Security Reform Key To Timor-Leste Stability
Security Sector Reform Key To Bringing Stability To Timor-leste, UN Says
The United Nations peacekeeping mission helping Timor-Leste recover from fighting last year that drove 15 per cent of the population from their homes has called for improved relations between the police and army, a strengthened legal framework, increased capacity and enhanced civil oversight as part of overall security sector reform.
"The strengthening of the army and police will be crucial to the development of Timor-Leste as a modernizing State and the United Nations will assist the Government in achieving a security sector that is efficient, effective and accountable," Secretary-General Ban Ki-moon's Special Representative Atul Khare said at a meeting this week with leaders of the small South-East Asian country that the UN helped shepherd to independence from Indonesia in 2002.
At the meeting attended by leaders of the national military and police, President José Ramos-Horta and the Prime Minister Xanana Gusmão both gave opening addresses welcoming UN assistance in addressing the challenges facing the security sector.
Participants agreed that civil society should have a larger role in the reform process.
Mr. Khare, who heads the UN Integrated Mission in Timor-Leste (UNMIT) said he agreed with both the President and Prime Minister about the need to look at the road traveled to avoid pitfalls in the future.
He also pledged UNMIT's continued help for the Timorese people and authorities in bolstering the security sector.
The mission enhanced its peacekeeping and policing roles after violence attributed to differences between eastern and western regions broke out in April and May last year, killing at least 37 people and forcing 155,000 others to flee their homes.
The country has been beset by renewed unrest this month following the appointment of a new Government after elections in June failed to produce a single outright winner. There have been numerous arson and rock throwing in which nearly 400 houses were burned or damaged, at least 4,000 people driven from their homes, a UN convoy attacked and more than a score of UN vehicles damaged.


Assignment
Please copy every line from the following entries in which the word "content" appears.

[Records from a collection]
# # # # # # #
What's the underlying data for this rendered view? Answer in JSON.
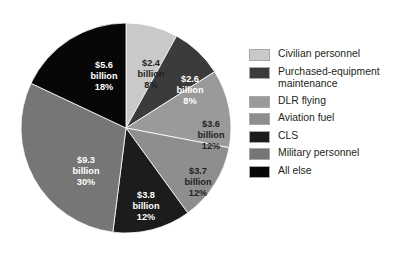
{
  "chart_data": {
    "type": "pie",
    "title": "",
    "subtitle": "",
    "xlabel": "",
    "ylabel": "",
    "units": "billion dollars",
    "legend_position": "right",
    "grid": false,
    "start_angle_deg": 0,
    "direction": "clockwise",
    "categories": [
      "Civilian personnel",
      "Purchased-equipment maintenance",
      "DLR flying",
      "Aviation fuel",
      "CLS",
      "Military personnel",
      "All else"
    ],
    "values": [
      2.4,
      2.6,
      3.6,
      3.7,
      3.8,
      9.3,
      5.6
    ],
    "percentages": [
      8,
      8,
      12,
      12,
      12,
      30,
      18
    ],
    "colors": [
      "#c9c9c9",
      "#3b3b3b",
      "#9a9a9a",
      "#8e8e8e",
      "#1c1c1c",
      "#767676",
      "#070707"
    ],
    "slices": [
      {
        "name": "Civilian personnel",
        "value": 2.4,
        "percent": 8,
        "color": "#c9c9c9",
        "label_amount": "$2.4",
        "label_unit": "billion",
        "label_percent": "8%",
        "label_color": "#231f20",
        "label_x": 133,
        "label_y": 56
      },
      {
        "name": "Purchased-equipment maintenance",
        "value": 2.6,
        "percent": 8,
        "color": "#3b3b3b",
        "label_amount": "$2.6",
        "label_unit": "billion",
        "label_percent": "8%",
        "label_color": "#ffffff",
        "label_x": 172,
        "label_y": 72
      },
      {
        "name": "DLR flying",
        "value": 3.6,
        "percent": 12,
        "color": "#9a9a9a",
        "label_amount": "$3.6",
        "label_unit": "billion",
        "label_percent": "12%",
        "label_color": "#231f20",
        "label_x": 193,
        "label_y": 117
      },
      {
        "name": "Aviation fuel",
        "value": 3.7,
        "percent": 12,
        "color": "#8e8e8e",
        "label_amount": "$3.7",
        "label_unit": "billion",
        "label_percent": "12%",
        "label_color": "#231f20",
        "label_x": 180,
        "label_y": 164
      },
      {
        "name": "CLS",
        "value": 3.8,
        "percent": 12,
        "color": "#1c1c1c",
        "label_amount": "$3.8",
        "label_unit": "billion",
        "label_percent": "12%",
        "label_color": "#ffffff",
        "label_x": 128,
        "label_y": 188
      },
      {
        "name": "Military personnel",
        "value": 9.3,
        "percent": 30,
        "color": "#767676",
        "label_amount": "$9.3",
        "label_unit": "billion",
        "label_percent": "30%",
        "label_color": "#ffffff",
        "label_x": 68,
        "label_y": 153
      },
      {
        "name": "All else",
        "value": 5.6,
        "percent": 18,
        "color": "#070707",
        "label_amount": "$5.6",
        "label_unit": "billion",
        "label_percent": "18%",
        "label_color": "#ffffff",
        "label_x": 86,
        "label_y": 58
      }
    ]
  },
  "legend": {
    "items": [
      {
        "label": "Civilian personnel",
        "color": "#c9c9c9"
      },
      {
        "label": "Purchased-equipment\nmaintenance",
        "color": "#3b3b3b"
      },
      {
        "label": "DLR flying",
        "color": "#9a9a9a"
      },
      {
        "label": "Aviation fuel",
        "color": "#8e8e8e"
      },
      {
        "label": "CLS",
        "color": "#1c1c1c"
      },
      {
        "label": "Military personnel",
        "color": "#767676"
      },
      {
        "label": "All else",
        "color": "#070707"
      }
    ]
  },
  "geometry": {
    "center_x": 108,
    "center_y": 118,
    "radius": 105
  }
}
# # # # # # #
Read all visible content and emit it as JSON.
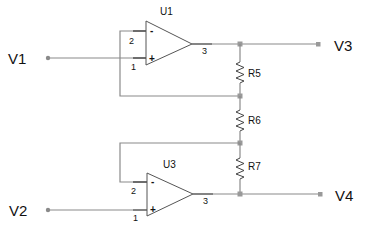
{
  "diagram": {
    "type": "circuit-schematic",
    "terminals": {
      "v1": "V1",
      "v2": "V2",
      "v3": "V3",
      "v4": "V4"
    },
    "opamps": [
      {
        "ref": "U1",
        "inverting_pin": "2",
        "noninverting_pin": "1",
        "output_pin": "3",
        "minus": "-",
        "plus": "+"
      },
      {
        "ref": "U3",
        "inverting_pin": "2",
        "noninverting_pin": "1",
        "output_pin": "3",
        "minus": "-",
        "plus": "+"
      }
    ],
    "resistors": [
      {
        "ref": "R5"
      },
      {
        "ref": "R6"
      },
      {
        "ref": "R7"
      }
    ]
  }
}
# # # # # # #
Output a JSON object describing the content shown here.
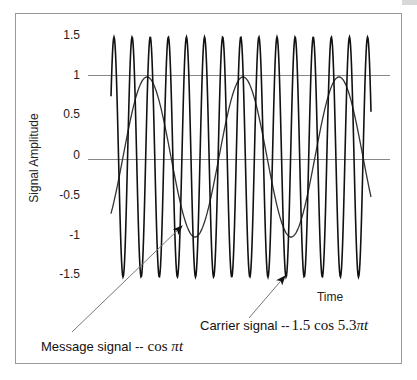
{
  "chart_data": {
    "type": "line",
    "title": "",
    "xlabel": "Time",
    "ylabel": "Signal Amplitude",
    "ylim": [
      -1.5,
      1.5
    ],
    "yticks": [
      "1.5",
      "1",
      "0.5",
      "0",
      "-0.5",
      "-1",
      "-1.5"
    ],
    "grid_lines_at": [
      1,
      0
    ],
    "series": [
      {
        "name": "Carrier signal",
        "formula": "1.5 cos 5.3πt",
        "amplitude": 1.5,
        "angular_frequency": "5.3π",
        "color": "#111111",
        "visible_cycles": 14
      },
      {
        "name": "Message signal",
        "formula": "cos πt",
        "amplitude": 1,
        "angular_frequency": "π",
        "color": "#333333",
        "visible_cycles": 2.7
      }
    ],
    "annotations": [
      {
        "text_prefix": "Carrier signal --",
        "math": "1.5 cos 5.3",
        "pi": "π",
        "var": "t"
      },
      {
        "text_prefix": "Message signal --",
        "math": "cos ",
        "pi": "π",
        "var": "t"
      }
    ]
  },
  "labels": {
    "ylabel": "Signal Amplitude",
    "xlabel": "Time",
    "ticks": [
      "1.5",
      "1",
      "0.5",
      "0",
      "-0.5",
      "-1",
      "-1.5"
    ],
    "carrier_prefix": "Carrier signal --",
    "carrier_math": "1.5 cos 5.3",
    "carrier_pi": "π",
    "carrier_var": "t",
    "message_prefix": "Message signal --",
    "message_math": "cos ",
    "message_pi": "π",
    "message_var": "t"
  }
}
# # # # # # #
Finished exercise
Read all visible content and emit it as JSON.
Output a JSON object describing the content shown here.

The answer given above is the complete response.